What is an expression for a priest not wearing official attire?

Is there an English expression for a priest or monk not wearing his religious attire? (any Christian doctrine, or even more general).

Clarification: I'm trying to say that someone looks like an Orthodox priest who's not wearing vestments, not find a term/expression for priests who have, for any reason, no been wearing theirs.

I didn't include the Orthodox part in the original question since I was looking for a more universal expression, not a religious term, Orthodox or not.


Aside from a hair-splitting distinction among some Catholics (see below), there is no official term, and you will find a variety of choices:

  • layman's clothes is probably the most obvious way to make a distinction between clothes worn by clerics and clothes worn by non-clerics.
  • More formally, one could refer to lay dress or lay costume, as a neat parallel to clerical dress or costume.
  • More generically, at least in American English, street clothes are the ordinary clothes people wear in public, as opposed to specialized garments such as sportswear or work uniforms.
  • You could borrow the term civilian clothes, in more casual usages; usually this term is used to contrast street clothes from a police or military uniform. The slang civvies may be suitable in some cases.
  • As Josh61 has indicated, police who do not wear a uniform are plainclothes officers, or work in plain clothes.
  • Rarer is conversation is mufti, already mentioned by bib. According to the Online Etymology Dictionary, this meaning is from 1816, of unknown origin, perhaps from mufti's costume of robes and slippers in stage plays, which was felt to resemble plain clothes.

In Catholicism, it depends on what you mean by religious attire. There are various various types of clerical dress for different purposes, and while the customary daily dress is the cassock, in many countries, at least among secular priests, the cassock has been replaced by the clerical suit.

This is not a newfangled development. The clerical suit was long preferred in Britain in order to distinguish Catholics from their cassock-clad Anglican cohorts, and in the U.S., it was adopted at one or the other Councils of Baltimore as a precaution amidst strong, sometimes violent anti-Catholicism in American society. But to some traditionalists, the cassock is the only acceptable public costume, and therefore the clerical suit is not "official" attire.

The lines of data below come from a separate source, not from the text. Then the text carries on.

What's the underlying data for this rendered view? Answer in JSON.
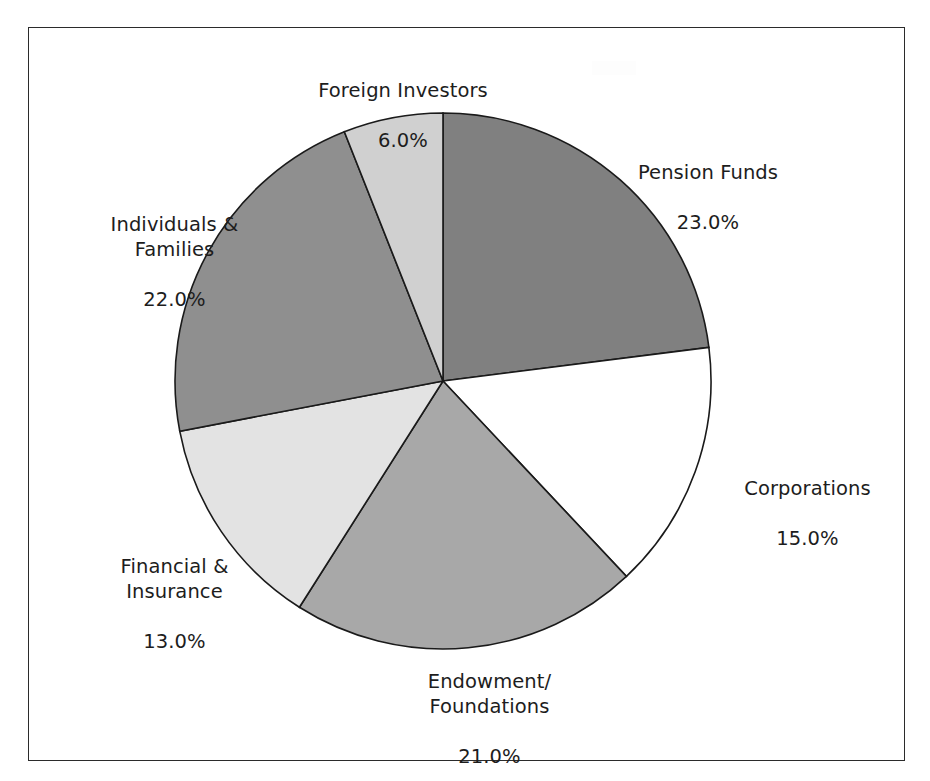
{
  "figure": {
    "background_color": "#ffffff",
    "border_color": "#2b2b2b"
  },
  "chart_data": {
    "type": "pie",
    "title": "",
    "subtitle": "",
    "xlabel": "",
    "ylabel": "",
    "legend_position": "none",
    "grid": false,
    "start_angle_deg": 90,
    "direction": "clockwise",
    "label_format": "name + percent",
    "categories": [
      "Pension Funds",
      "Corporations",
      "Endowment/\nFoundations",
      "Financial &\nInsurance",
      "Individuals &\nFamilies",
      "Foreign Investors"
    ],
    "values": [
      23.0,
      15.0,
      21.0,
      13.0,
      22.0,
      6.0
    ],
    "value_labels": [
      "23.0%",
      "15.0%",
      "21.0%",
      "13.0%",
      "22.0%",
      "6.0%"
    ],
    "colors": [
      "#808080",
      "#ffffff",
      "#a8a8a8",
      "#e3e3e3",
      "#8f8f8f",
      "#d0d0d0"
    ],
    "slices": [
      {
        "name": "Pension Funds",
        "name_lines": [
          "Pension Funds"
        ],
        "value": 23.0,
        "value_label": "23.0%",
        "color": "#808080"
      },
      {
        "name": "Corporations",
        "name_lines": [
          "Corporations"
        ],
        "value": 15.0,
        "value_label": "15.0%",
        "color": "#ffffff"
      },
      {
        "name": "Endowment/Foundations",
        "name_lines": [
          "Endowment/",
          "Foundations"
        ],
        "value": 21.0,
        "value_label": "21.0%",
        "color": "#a8a8a8"
      },
      {
        "name": "Financial & Insurance",
        "name_lines": [
          "Financial &",
          "Insurance"
        ],
        "value": 13.0,
        "value_label": "13.0%",
        "color": "#e3e3e3"
      },
      {
        "name": "Individuals & Families",
        "name_lines": [
          "Individuals &",
          "Families"
        ],
        "value": 22.0,
        "value_label": "22.0%",
        "color": "#8f8f8f"
      },
      {
        "name": "Foreign Investors",
        "name_lines": [
          "Foreign Investors"
        ],
        "value": 6.0,
        "value_label": "6.0%",
        "color": "#d0d0d0"
      }
    ]
  },
  "labels": {
    "pension_funds": {
      "name": "Pension Funds",
      "value": "23.0%"
    },
    "corporations": {
      "name": "Corporations",
      "value": "15.0%"
    },
    "endowment": {
      "name": "Endowment/\nFoundations",
      "value": "21.0%"
    },
    "financial": {
      "name": "Financial &\nInsurance",
      "value": "13.0%"
    },
    "individuals": {
      "name": "Individuals &\nFamilies",
      "value": "22.0%"
    },
    "foreign_investors": {
      "name": "Foreign Investors",
      "value": "6.0%"
    }
  }
}
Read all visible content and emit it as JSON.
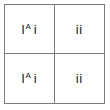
{
  "diagram": {
    "type": "punnett-square",
    "rows": 2,
    "columns": 2,
    "border_color": "#7b7b7b",
    "background_color": "#ffffff",
    "text_color": "#1a1a1a",
    "cells": [
      {
        "position": "top-left",
        "genotype": "IA i",
        "allele_1": "I",
        "allele_1_superscript": "A",
        "allele_2": "i"
      },
      {
        "position": "top-right",
        "genotype": "ii",
        "allele_1": "i",
        "allele_1_superscript": "",
        "allele_2": "i"
      },
      {
        "position": "bottom-left",
        "genotype": "IA i",
        "allele_1": "I",
        "allele_1_superscript": "A",
        "allele_2": "i"
      },
      {
        "position": "bottom-right",
        "genotype": "ii",
        "allele_1": "i",
        "allele_1_superscript": "",
        "allele_2": "i"
      }
    ]
  }
}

Perhaps you could say in mufti

Plain clothes worn by a person who wears a uniform for their job, such as a soldier or police officer: I was a flying officer in mufti

Oxford Dictionaries Online


Plainclothes :

  • dressed in ordinary clothes and not a uniform while on duty.

  • ordinary clothes, as distinguished from uniform, as worn by a police detective on duty

    • a plain-clothes policeman.
  • a plain clothes priest ( Joyce's Finnegans Wake: The Curse of Kabbalah)

Layman's attire or layman's clothes. From "Martin Luther: The Man and the Image," by Herbert David Rix: "he (Luther)...changed his identity by putting on a layman's attire for his evenings out." "John P. (a fellow Augustinian monk) ran off because he was guilty of shameful behavior that disgraced us all. The police found him in layman's clothes in a brothel."

A Google search easily finds many other examples of these expressions in literature.